I thought of that yesterday, as I was doing one of my rare massages of men. That's how I feel among men. I look like one of them, but somehow I never learned the culture. I can pass as one (and very convenient it is, in a society that's loaded in favor of men), but I don't like to talk to them for long, because sooner or later they'll tip to the fact that I'm not really one of them. I have no idea how a man doing a massage of a man is expected to act, so I just have to fake it. I was telling this to Martha, and she said, "Yes, that's how I feel about women."
It has nothing to do with orientation. My preference for women has been one of the few constants of my life. Nor does it have to do with identity. I have no sense of being wrongly gendered. I don't feel that I am a woman or should be a woman. It's just that women make sense to me. I understand what they do, I understand how they talk. It's no accident that, having found finally a work situation in which I thrive and am happy, it's in an office consisting of myself and seven women.
This sense of being out of place was strongest in school, and its focal point was cruelty. Boys enjoyed cruelty, or pretended to, in a way that made me sick and frightened. They killed and tortured things. They went out of their way to stomp on bugs, and nothing seemed to rivet their delighted attention like the mangled corpse of a possum or a bird or a squirrel. I knew they shared at least some of my horror and revulsion, but it seemed to have no admixture of pity in them; and it modulated, somehow, into a giddy pleasure that I didn't understand, and didn't want to. I knew from that time that I was a defector; that I couldn't and wouldn't be one of them. What I didn't know was that there would be room in the world for me anyway. A suburban American schoolyard is not a good point of vantage for observing the variety of the world's cultures and its multiplicity of subcultures. I simply thought that I would be alone, now and forever.

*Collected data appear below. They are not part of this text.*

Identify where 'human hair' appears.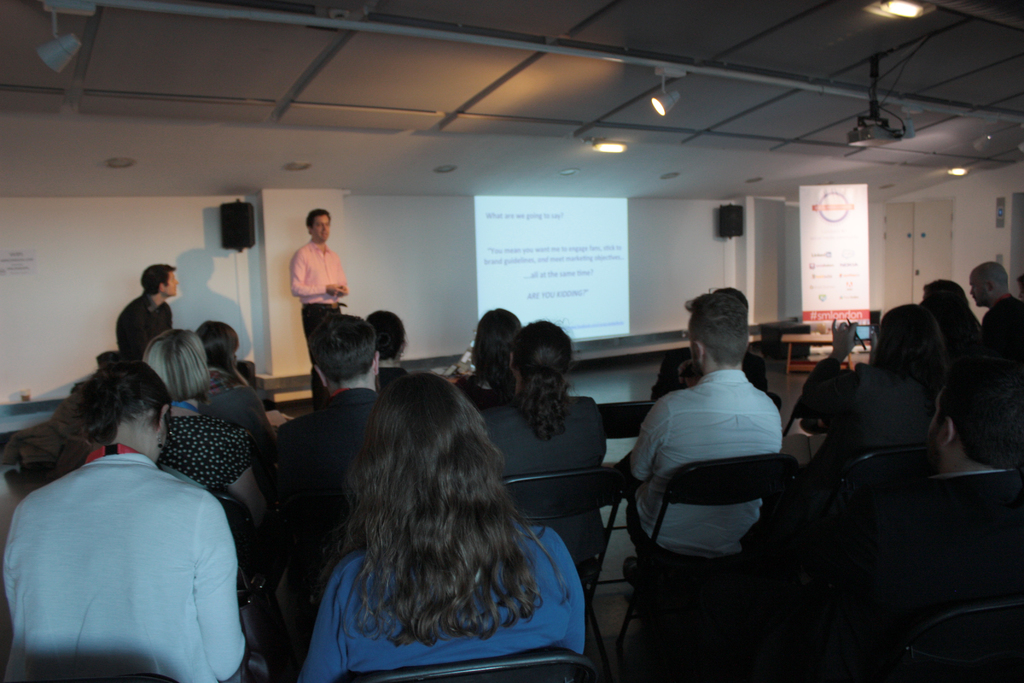
Appears at box=[348, 373, 570, 646].
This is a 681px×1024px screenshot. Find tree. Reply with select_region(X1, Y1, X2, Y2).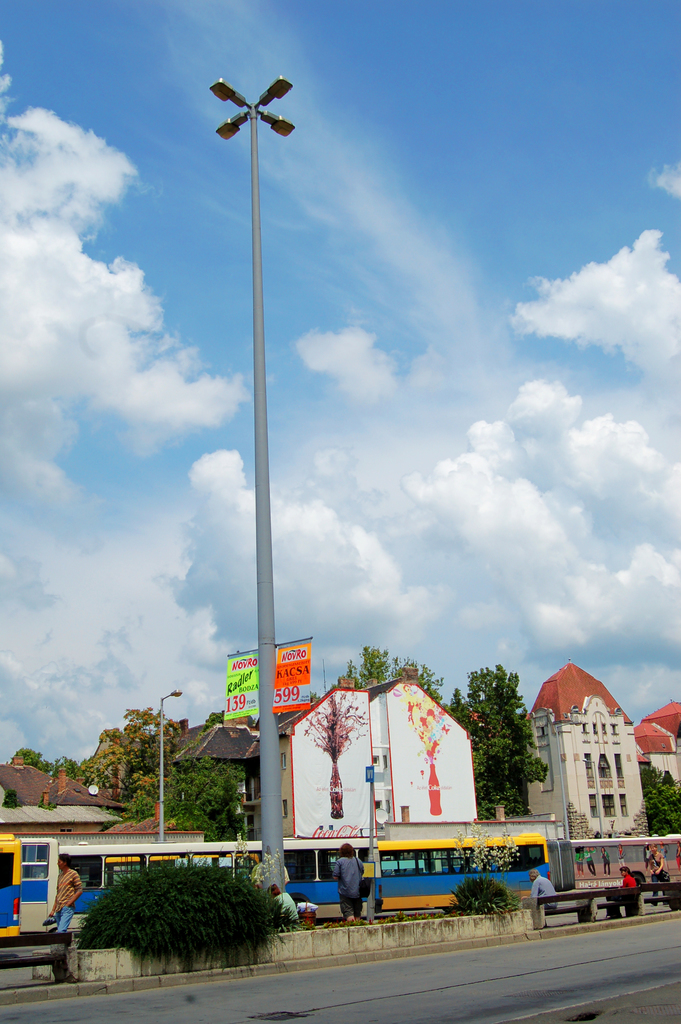
select_region(345, 645, 448, 703).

Unless: unless I could defect. Somehow cross into the world of girls. There were not all that many girls that made sense to me either; they had a tendency to find bugs icky and to place inordinate attention upon clothes; but at least some of them made sense. I wanted to stow away among girls.

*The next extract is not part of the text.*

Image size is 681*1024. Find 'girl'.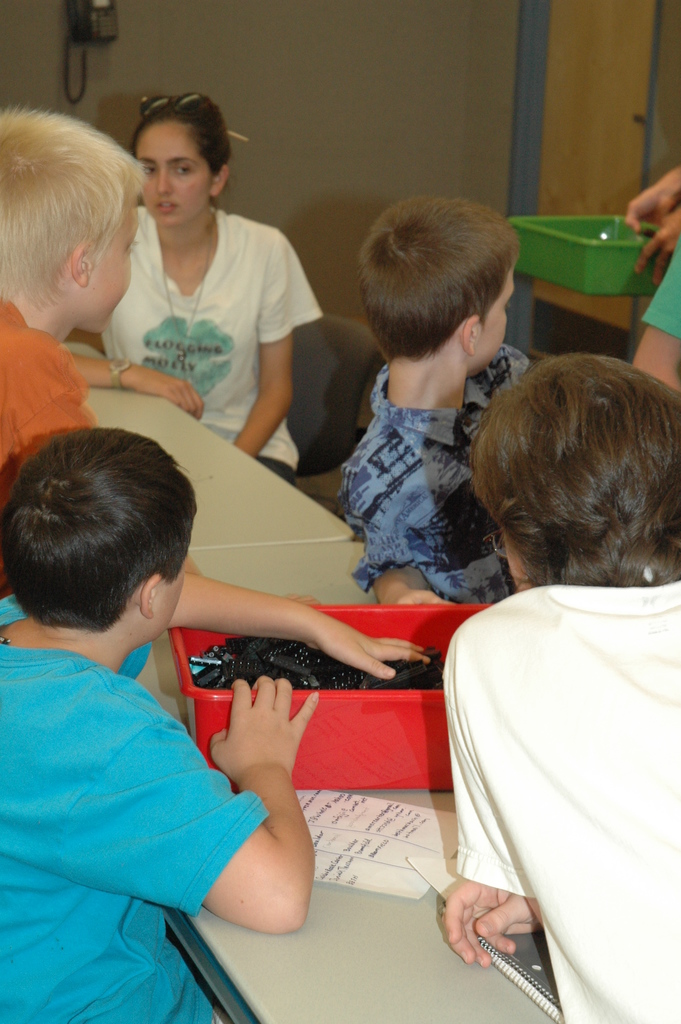
crop(70, 93, 323, 483).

Well. There's a way to do that, a way that opens up when adolescence comes along. You become a ladies' man. You simply go permanently into courtship mode. You smile at girls, you chat with them, you simply pay attention to them. And some of them like it. It means that you have a lot of ambiguous relationships: most of your friendships carry some erotic charge, and some carry a lot. This brings its own predictable consequences. But at least you have friendships.
Fast-forward thirty years, and here I am. I was driving home the other night from having done two massages -- a woman and her female friend from out-of-state. They had hung out and chatted happily with me, in their pajamas, while I folded my table and packed up. As I drove, I marvelled that I was so happy. Happy-relieved. What was that?
I finally did it, I decided. I finally crashed the girls' slumber party. It's what I always wanted to do, and now I've done it.